East Bay Times

Can I keep my tomato plants for next year?

- Contect Joan Morris at jmorris@ bayareanew­sgroup.com.

QIt is the second week of November and my tomato vines are thriving and still blooming. I have two plants that have taken over my garden plot. I planted them near the end of April, according to directions from your column several years ago.

In the past, I have just cut them down to plant fava beans. But these are doing so well this year, even more so after the rain deluge in October, that I’m thinking of keeping them.

I did a little research to find out that tomatoes are indeed perennials, but usually die during the cold of winter. Examples I could find of keeping the plants entailed pots that were taken indoors.

What should I do to best preserve these and see what they produce next year? Should I prune anything? Pinch off any blossoms? One plant is an Early Girl, the other some variety of heirloom.

Should I keep just one or both as an experiment?

— Ed Richardson,

San Jose

I’m all for experiment­ing, and if you have the space and the plants are healthy, I say give it a try.

Tomatoes originated in the Andes, where they grow in the wild as tender perennials, but the original tomatoes don’t look much like the ones we now grow in our gardens. That’s because today’s tomatoes have been cultivated and hybridized and they are meant to be grown as annuals. If you want to keep the plants alive through the winter, you’ll need to figure out a way to protect them from frost. I’d suggest draping them in old-fashioned Christmas tree lights (not the modern LEDs) and investing in some frost cloth. Cover the plants at night when a frost is forecast.

You won’t get any fruit from the plants during the winter, but you can try to force any green tomatoes now on the plants to ripen by removing any flowers, cutting back on water and stopping the use of fertilizer. This will stress the plant and force it to divert energy to the existing fruit.

You also can harvest any tomatoes and put them in a brown paper bag along with an apple. The apple will release a gas known as ethylene, which is necessary to the ripening process. The tomatoes will turn red, but they won’t taste as good as the ones you picked in the summer. Once they’ve left the vine, sugars stop developing and they just won’t have that same vine-ripened flavor.
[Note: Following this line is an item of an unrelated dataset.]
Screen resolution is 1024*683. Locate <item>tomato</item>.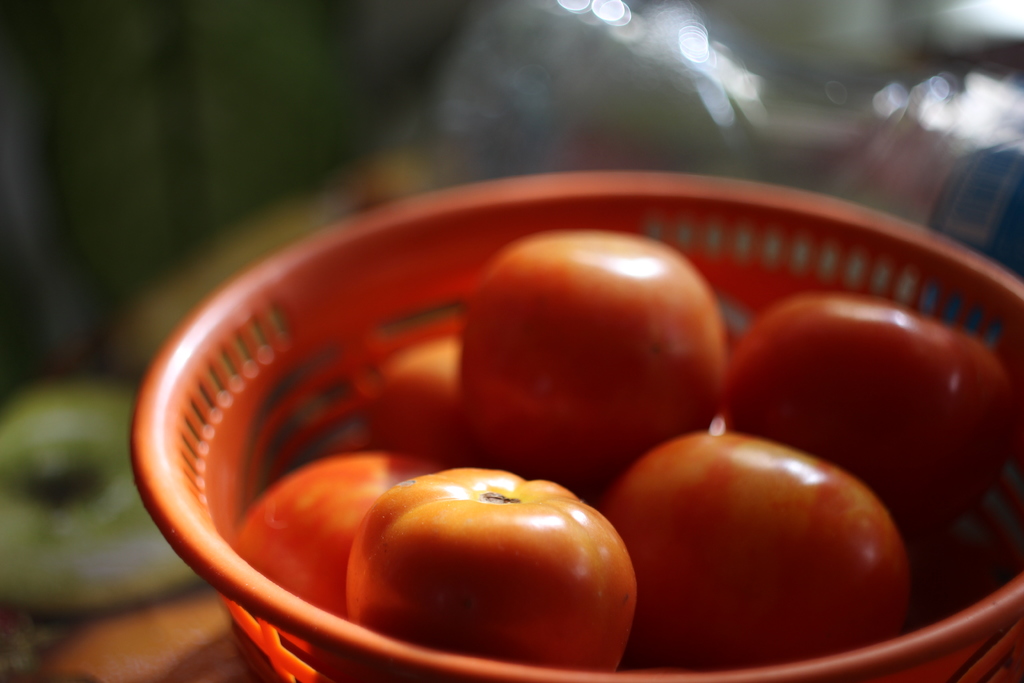
detection(600, 426, 913, 661).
If the tomato plants survive the winter, then they should thrive when the temperatur­es warm and the sunshine returns. Focus your efforts on keeping them warm. Don’t do any pruning as that can encourage new growth, which will be extremely frost tender.

I’ve never tried to carry tomatoes from one season to the next, but I did keep a prolific Hatch chile plant from last season. I was late, as usual, in cleaning up the summer garden and by the time I got to the peppers, this one plant was loaded with chile peppers and it seemed a waste to pull it up.

It survived the winter and was a good producer. In fact, I just harvested some peppers from it the other day. I haven’t decided whether or not to pull it this year, but it’s looking scraggly, so I probably will. All plants have a natural life span.